A city brought to its its knees

While Bhattacharjee was trying to get his wife, child and elderly mother to safety, in another part of the city, 40 year-old Nayan Paul, an employee in a life insurance company, was struggling to save his possessions, as the flood water gushed inside his Das Colony residence.

“I started putting everything as far up as I could, assuming from previous experience that the water would not go beyond a metre. Within an hour, however, the water levels rose rapidly,” he said.

Flood water inside one of the houses in Silchar | Photo: Angana Chakrabarti | ThePrint
Flood water inside one of the houses in Silchar | Photo: Angana Chakrabarti | ThePrint

For at the next four days, Silchar remained inundated. At night, the city was plunged into darkness, owing to massive power outages. Videos of the town from 20 June, shared on social media showed gushing water everywhere.

Shops appeared to be floating in the flood waters.

While district officials and defence personnel were immediately pressed into rescue and relief operations, the magnitude of the disaster made the task a challenge.

“The entire flooding happened in a single night, because of the breach of the embankment,” said Cachar election officer and executive magistrate Navanita Hazarika, who has been overseeing the rescue and relief operations.

He added: “Initially there was a scarcity of boats, we were trying to manage with whatever boats were available we tried to manage.”

Last Tuesday, the Centre dispatched four teams from the National Disaster Response Force (NDRF) by air.

Assam Chief Minister Himanta Biswa Sarma, who was on his second visit to the flood-affected area Sunday, told reporters that “68 boats are in action. The NDRF, SDRF (State Disaster Response Force), Army and IAF are working tirelessly to ensure that relief is reaching the last mile.”

The CM also claimed that the flood was “man-made” as he had information that the embankment had been breached by some people.

A slow return to normalcy

By Monday morning, a week after water from the breached embankment flooded Silchar, crowds of people could be seen at the vegetable and fish markets and the stream of traffic had resumed, as the flood water receded from several parts of the town.

In Silchar’s Kathal area, however, many remained marooned in multi-storeyed buildings, where they had sought refuge when their own homes were submerged in the water.

“The waters have only receded by a few centimetres in the past few days,” Zakir Laskar, 27, had told ThePrint earlier.

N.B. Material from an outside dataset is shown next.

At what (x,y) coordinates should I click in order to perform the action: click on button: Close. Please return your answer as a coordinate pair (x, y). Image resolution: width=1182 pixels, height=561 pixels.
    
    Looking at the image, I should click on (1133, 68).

His house was still flooded when ThePrint caught up with him Monday.

A group of people stranded in the flood | Photo: Angana Chakrabarti | ThePrint
A group of people stranded in the flood | Photo: Angana Chakrabarti | ThePrint

A little outside Silchar town, in Ambicapur gram panchayat, the water still stood at 5 feet high Monday and rescue teams in boats have been making daily rounds for the past few days to distribute drinking water and other supplies to those stranded in their homes.

The receding flood water leaves behind a trail of devastation and loss.

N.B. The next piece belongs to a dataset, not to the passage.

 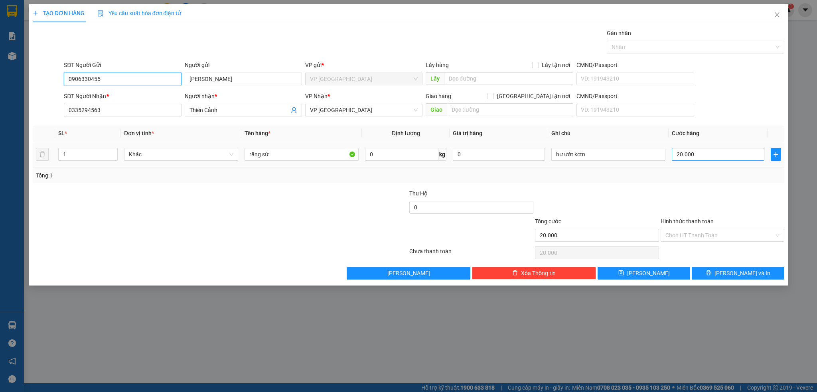 What do you see at coordinates (139, 13) in the screenshot?
I see `span: Yêu cầu xuất hóa đơn điện tử` at bounding box center [139, 13].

“I have incurred a loss of up to Rs 2-3 lakh (owing to damage caused to furniture and home appliances). I don’t know how I’ll fix this again. The monsoons will go on till October and if it starts raining, the water might come again,” said a worried Paul.

For 50-year-old Sumeshwari Das, a daily wage worker who has been stranded at a temporary relief camp near Kathal road, it’s difficult to even fathom the extent of damage.

“Everything we have is under water. We didn’t even manage to get our clothes,” she said.